Ottawa set a 2029 construction target for Alto’s first high‑speed segment, naming the Ottawa to Montreal leg as the starting point. Public and Indigenous consultations will run for three months beginning in January 2026, feeding route and station choices.
The government says this shorter, roughly 200 kilometre segment lets crews in both provinces get moving sooner and build skills for later phases toward Toronto and Quebec City. The full corridor is planned at about 1,000 kilometres, with trains up to 300 km/h that could cut Montreal to Toronto trips to three hours. Today’s move keeps Canada on track to begin building by the end of the decade.
Ottawa to Montreal goes first
Transport Canada framed the Ottawa to Montreal leg as the quickest path to visible benefits for travellers and nearby communities. The plan aims to lock in local hiring and supplier capacity early, then scale the network in both directions.
Pre‑procurement for parts of the project is set to start in 2026, an early signal to industry on timelines and scope.
“This announcement marks an important step forward,” said Steven MacKinnon. Alto chief executive Martin Imbleau called the phased approach “a logical step” to speed delivery, saying the focus will let teams mobilize faster in Quebec and Ontario, while wider corridor work continues, a view he shared in the same release.
Alto and Cadence, a private consortium, are in a multi‑year co‑development phase that covers detailed design, consultations, land acquisition, and environmental work, the core tasks needed to enable construction.
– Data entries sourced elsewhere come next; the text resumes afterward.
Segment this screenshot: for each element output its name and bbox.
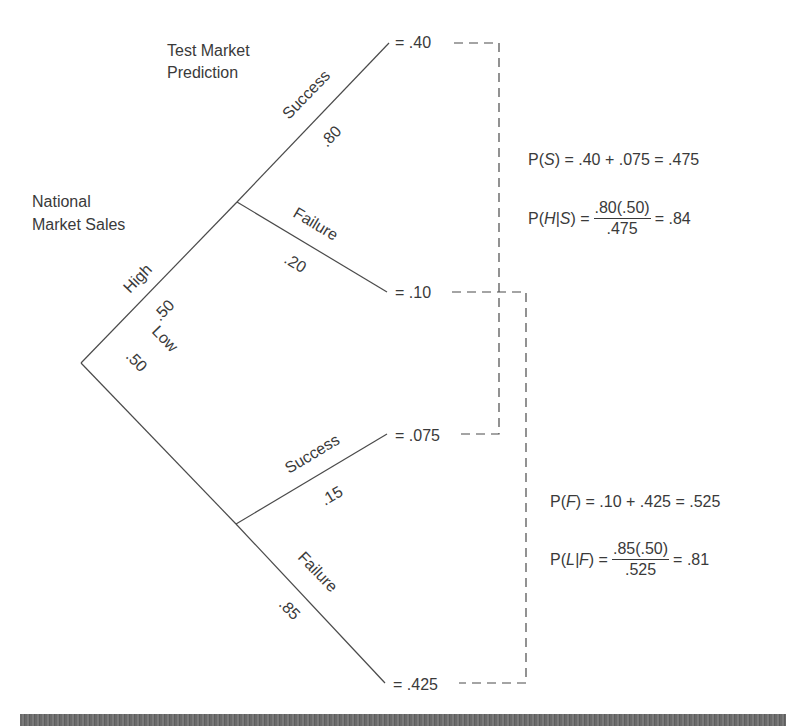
bracket-success-line (454, 43, 499, 434)
outcome-high-failure: = .10 (395, 284, 431, 301)
formula-ps-var: S (544, 151, 555, 169)
formula-p-low-given-failure: P(L|F) = .85(.50) .525 = .81 (550, 540, 709, 579)
formula-p-failure: P(F) = .10 + .425 = .525 (550, 493, 720, 511)
prob-low: .50 (123, 347, 151, 375)
prob-high-failure: .20 (281, 250, 309, 276)
branch-high-success (237, 43, 389, 202)
formula-pf-var: F (566, 493, 576, 511)
formula-pf-rhs: = .10 + .425 = .525 (581, 493, 720, 511)
bracket-failure (452, 292, 526, 683)
branch-low-failure (236, 524, 385, 683)
formula-pf-p: P( (550, 493, 566, 511)
formula-plf-numerator: .85(.50) (612, 540, 669, 560)
formula-plf-fraction: .85(.50) .525 (612, 540, 669, 579)
formula-plf-result: = .81 (673, 551, 709, 569)
branch-low (81, 363, 236, 524)
formula-plf-p: P( (550, 551, 566, 569)
label-high-failure: Failure (290, 204, 341, 244)
outcome-low-failure: = .425 (393, 676, 438, 693)
formula-plf-denominator: .525 (625, 560, 656, 579)
heading-test-market-line2: Prediction (167, 64, 238, 81)
bracket-failure-line (452, 292, 526, 683)
formula-phs-result: = .84 (655, 210, 691, 228)
footer-bar (20, 714, 786, 726)
formula-p-success: P(S) = .40 + .075 = .475 (528, 151, 699, 169)
formula-phs-numerator: .80(.50) (594, 199, 651, 219)
outcome-low-success: = .075 (395, 427, 440, 444)
formula-ps-p: P( (528, 151, 544, 169)
formula-plf-eq: = (594, 551, 608, 569)
prob-high: .50 (150, 296, 178, 324)
formula-phs-denominator: .475 (607, 219, 638, 238)
formula-phs-var: H|S (544, 210, 570, 228)
heading-national-line2: Market Sales (32, 216, 125, 233)
formula-phs-p: P( (528, 210, 544, 228)
heading-test-market-line1: Test Market (167, 42, 250, 59)
label-low-success: Success (282, 431, 343, 477)
label-low: Low (149, 322, 182, 355)
prob-high-success: .80 (317, 122, 345, 150)
probability-tree-diagram: Test Market Prediction National Market S… (0, 0, 806, 726)
formula-ps-rhs: = .40 + .075 = .475 (560, 151, 699, 169)
heading-national-line1: National (32, 193, 91, 210)
label-high-success: Success (279, 67, 333, 122)
prob-low-success: .15 (318, 482, 346, 508)
outcome-high-success: = .40 (395, 34, 431, 51)
formula-plf-var: L|F (566, 551, 589, 569)
formula-phs-eq: = (576, 210, 590, 228)
label-high: High (120, 261, 155, 296)
label-low-failure: Failure (295, 548, 341, 595)
bracket-success (454, 43, 499, 434)
formula-p-high-given-success: P(H|S) = .80(.50) .475 = .84 (528, 199, 691, 238)
prob-low-failure: .85 (276, 595, 304, 623)
formula-phs-fraction: .80(.50) .475 (594, 199, 651, 238)
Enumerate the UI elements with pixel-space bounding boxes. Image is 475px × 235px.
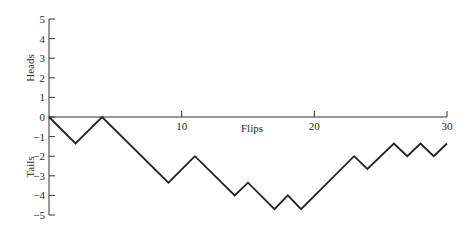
y-tick-label: 4 <box>40 33 46 45</box>
y-tick-label: 1 <box>40 91 46 103</box>
y-tick-label: −1 <box>33 131 45 143</box>
y-tick-label: −5 <box>33 209 45 221</box>
y-tick-label: 0 <box>40 111 46 123</box>
y-tick-label: 3 <box>40 52 46 64</box>
y-axis-label-tails: Tails <box>24 156 36 177</box>
y-tick-label: −4 <box>33 189 45 201</box>
y-axis-ticks: 543210−1−2−3−4−5 <box>33 13 55 221</box>
x-axis-ticks: 102030 <box>176 111 453 132</box>
x-tick-label: 10 <box>176 120 188 132</box>
y-tick-label: 5 <box>40 13 46 25</box>
y-tick-label: 2 <box>40 72 46 84</box>
x-tick-label: 20 <box>309 120 321 132</box>
x-tick-label: 30 <box>442 120 454 132</box>
random-walk-chart: 543210−1−2−3−4−5 102030 Flips Heads Tail… <box>0 0 475 235</box>
y-axis-label-heads: Heads <box>24 54 36 82</box>
x-axis-label: Flips <box>241 122 263 134</box>
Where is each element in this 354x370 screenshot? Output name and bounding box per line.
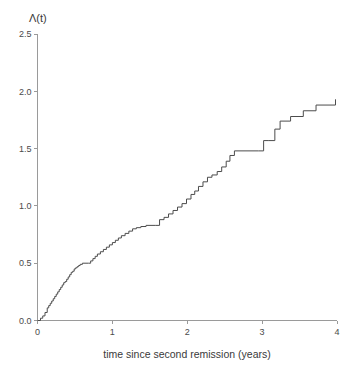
cumulative-hazard-step-curve bbox=[38, 99, 336, 320]
y-axis-ticks: 0.00.51.01.52.02.5 bbox=[19, 29, 38, 326]
cumulative-hazard-figure: Λ(t) 0.00.51.01.52.02.5 01234 time since… bbox=[0, 0, 354, 370]
x-axis-label: time since second remission (years) bbox=[103, 348, 270, 360]
x-tick-label: 2 bbox=[185, 327, 190, 337]
x-tick-label: 0 bbox=[35, 327, 40, 337]
plot-canvas: Λ(t) 0.00.51.01.52.02.5 01234 time since… bbox=[0, 0, 354, 370]
y-tick-label: 1.5 bbox=[19, 144, 32, 154]
x-axis-ticks: 01234 bbox=[35, 321, 340, 337]
y-tick-label: 0.0 bbox=[19, 316, 32, 326]
y-tick-label: 0.5 bbox=[19, 258, 32, 268]
x-tick-label: 4 bbox=[334, 327, 339, 337]
y-tick-label: 2.0 bbox=[19, 87, 32, 97]
y-axis-label: Λ(t) bbox=[29, 12, 47, 24]
y-tick-label: 1.0 bbox=[19, 201, 32, 211]
x-tick-label: 3 bbox=[260, 327, 265, 337]
y-tick-label: 2.5 bbox=[19, 29, 32, 39]
x-tick-label: 1 bbox=[110, 327, 115, 337]
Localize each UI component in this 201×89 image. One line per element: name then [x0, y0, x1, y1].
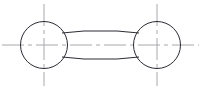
technical-drawing-svg — [0, 0, 201, 89]
connecting-bar-top-edge — [62, 31, 139, 33]
cad-drawing-canvas — [0, 0, 201, 89]
connecting-bar-bottom-edge — [62, 57, 139, 59]
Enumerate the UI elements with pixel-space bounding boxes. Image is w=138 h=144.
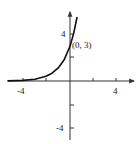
- y-tick-label-neg4: -4: [56, 123, 64, 133]
- x-tick-label-neg4: -4: [17, 86, 25, 96]
- exponential-curve: [8, 18, 77, 81]
- x-tick-label-pos4: 4: [113, 86, 118, 96]
- graph: (0, 3) -4 4 4 -4: [0, 0, 138, 144]
- point-label: (0, 3): [72, 40, 92, 50]
- y-tick-label-pos4: 4: [61, 29, 66, 39]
Ottawa set funding of C$3.9 billion over six years for this phase, first announced on February 19, 2025, alongside the project’s official name and 300 km/h target. “Canada is getting high‑speed rail,” Former Prime Minister Justin Trudeau said in February.
The government also expects the project to support tens of thousands of jobs during construction and lift GDP, with Alto and Cadence preparing market outreach as early as 2026. Timing remains tight, but today’s milestone signals momentum as permitting and early works ramp up.
Cadence includes CDPQ Infra, AtkinsRéalis, Keolis, SYSTRA, SNCF Voyageurs and Air Canada, pairing domestic capital and engineering with global operating experience. The composition blends pension‑fund infrastructure expertise with rolling‑stock and high‑speed operations from France, plus Canadian aviation and mobility partners.
This mix is designed to manage technical risk and lifetime operations once trains are running. The corridor covers a region that houses roughly 18 million people and a large share of national output, which is why Ottawa is pushing to hit a 2029 shovel date for the first piece. The consortium lineup was confirmed at the contract award in February.
Alto is a federal Crown corporation created to advance the rail build, operating at arm’s length from VIA Rail while acting as project authority. Its job is to co‑lead design with Cadence, steer regulatory steps, and co‑ordinate with federal partners.
That separation is meant to speed decisions and keep delivery focused during the co‑development phase. Clear governance should also help as Canada’s new major projects office steps in to fast‑track approvals on priority files. With today’s pick of the Ottawa to Montreal starter segment, Alto has a defined path to break ground before 2030.